Excerpt: The Scruffyans
1. God Bless the Stately Homes.
The report of the early morning shotgun breaking the air was the first indication to the birds and the people of the Blowdon Estate that Sir Darcey was beating his bounds. Even through the mist surrounding the ancient hall, its gardens, woods and the village in the hollow still hid details from the prying eyes of the outside world, Sir Darcey claimed to be able to take any bird or animal in any conditions. Thankfully, for him, it did not seem to matter which bird. Pheasant and partridge, certainly - but crow, songbird and seagull all fell to the aristocrat's aim. The many ponds surrounding the low marsh attracted migrant waders, but never for long. Sir Darcey took a special pleasure in dispatching them. No incomers were allowed to intrude and disrupt the peace of the Blowdon Estate.

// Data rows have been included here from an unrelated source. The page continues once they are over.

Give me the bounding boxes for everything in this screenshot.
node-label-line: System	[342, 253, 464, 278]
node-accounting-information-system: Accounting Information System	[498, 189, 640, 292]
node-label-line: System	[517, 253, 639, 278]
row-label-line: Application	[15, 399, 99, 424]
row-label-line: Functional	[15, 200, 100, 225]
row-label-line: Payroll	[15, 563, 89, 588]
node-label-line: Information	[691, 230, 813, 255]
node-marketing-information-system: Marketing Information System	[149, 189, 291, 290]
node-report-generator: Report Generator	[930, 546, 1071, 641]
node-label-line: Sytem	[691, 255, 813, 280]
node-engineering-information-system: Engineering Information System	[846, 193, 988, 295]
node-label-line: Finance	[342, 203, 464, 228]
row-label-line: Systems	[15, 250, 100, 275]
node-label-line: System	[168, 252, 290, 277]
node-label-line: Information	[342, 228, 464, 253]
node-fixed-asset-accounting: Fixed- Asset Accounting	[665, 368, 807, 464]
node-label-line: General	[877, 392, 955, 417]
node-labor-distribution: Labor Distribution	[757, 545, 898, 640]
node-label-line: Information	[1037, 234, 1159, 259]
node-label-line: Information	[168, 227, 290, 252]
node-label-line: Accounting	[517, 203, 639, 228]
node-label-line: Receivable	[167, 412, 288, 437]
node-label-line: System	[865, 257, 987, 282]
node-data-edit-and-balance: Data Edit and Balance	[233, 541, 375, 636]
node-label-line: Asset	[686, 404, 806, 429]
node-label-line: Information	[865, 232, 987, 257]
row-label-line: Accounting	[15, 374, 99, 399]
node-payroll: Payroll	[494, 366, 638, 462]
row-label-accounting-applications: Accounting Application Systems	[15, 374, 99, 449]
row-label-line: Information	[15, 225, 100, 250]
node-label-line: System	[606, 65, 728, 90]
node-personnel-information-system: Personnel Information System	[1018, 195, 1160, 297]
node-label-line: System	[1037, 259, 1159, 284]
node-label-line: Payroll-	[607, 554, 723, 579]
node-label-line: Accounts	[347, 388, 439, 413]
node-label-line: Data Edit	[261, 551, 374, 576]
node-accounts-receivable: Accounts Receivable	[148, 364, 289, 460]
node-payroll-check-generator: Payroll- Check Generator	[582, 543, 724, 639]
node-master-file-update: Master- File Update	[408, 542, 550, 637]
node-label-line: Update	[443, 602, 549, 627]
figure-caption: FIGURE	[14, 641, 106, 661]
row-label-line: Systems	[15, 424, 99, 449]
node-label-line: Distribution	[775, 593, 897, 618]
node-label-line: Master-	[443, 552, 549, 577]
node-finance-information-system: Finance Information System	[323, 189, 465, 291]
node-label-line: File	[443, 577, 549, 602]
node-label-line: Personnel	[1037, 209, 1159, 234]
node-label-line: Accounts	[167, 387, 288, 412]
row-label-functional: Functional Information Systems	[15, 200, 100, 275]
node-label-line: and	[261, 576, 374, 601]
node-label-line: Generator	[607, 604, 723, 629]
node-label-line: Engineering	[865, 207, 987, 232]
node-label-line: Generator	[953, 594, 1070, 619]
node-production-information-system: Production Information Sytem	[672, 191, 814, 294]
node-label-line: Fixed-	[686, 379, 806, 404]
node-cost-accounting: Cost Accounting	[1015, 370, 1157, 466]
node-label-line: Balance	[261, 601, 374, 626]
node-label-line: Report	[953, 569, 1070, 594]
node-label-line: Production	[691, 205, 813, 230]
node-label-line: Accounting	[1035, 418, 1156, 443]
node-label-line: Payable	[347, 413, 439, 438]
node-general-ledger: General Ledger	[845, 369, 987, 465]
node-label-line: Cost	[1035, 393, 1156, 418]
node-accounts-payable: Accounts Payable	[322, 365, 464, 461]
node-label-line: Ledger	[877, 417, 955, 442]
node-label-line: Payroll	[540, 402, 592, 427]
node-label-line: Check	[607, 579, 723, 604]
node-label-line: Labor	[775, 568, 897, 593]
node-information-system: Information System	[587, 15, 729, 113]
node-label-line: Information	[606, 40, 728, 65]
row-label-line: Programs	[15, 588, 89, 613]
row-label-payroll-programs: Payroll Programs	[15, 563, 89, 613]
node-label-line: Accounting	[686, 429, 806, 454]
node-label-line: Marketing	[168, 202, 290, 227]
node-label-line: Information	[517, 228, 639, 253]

His Hounds would see the owner of this venerable demesne stalking the morning, an indistinct shape moving with slow precision through the mist, stately as a galley in procession, sailing through the grey. They, however, were hounds with human eyes. They knew how to react to the imprint of their master on the mist, thankful that Sir Darcey Blowdon knew his estate - every blade and every worm, as he often commented - and he expected everything and everybody in its allotted place. When the figure, wiry and alert, muffled by layers of wool and tweed, scarved and balaklava'd walked his grounds in the minutes after dawn, the men - they operated in teams of two - would switch on their arm patches. Small red lights, blinking through the haze, told the apparition of the morning that the shapes were not intruders, but the men he employed to keep the outside world at bay. The men he called his Hounds, out of affection and memory. The Blowdon Estate and the village that carried its name were places where memory died hard and history lingered slowly.
Sir Darcey's day always started early. Whatever the time of year, the alarm clock would loudly tick its way to ten minutes before dawn. Almanacs made sure that he was exactly on time every day. Dir Darcey would claim that the sleep he lost in the summer he would make up for come the long winter nights. As he would sometimes put it, he very nearly hibernated. Not strictly true, for his ten in the evening bed time was rigorously kept to as his early morning hunt. Routine and tradition were the watchwords of the family down the ages and Sir Darcey Blowdon was not going to be the one who broke the line! Entrusted with the estate for the last thirty years, he could still remember the words of his late father, Sit Hawthorne Blowdon: "Keep on, keep all". Of course, Sir Hawthorne ("Sir Hawty", though not to his face) could never have see the upheavals and disasters of the modern day, nor the radical, but necessary steps that his only son would have to take to preserve the sanctity of their precious land. Keeping on and keeping it all, however, were ideas that the Blowdon family had always been very good at putting into practice. All the same, Sir Darcey Blowdon felt the chill in his bones - not only the cold of the morn but the feeling of the end of days. Not his days, for he still felt the full vigour of his youth, despite his nearly seventy years, but the end of times. The threats to the estate were everywhere, and the dangers of the world outside reared as black clouds over the glorious sunshine days of Blowdon. Perhaps it was to exercise his mind and exorcise these ghosts that the lord of the land patrolled his grounds, so early every morning.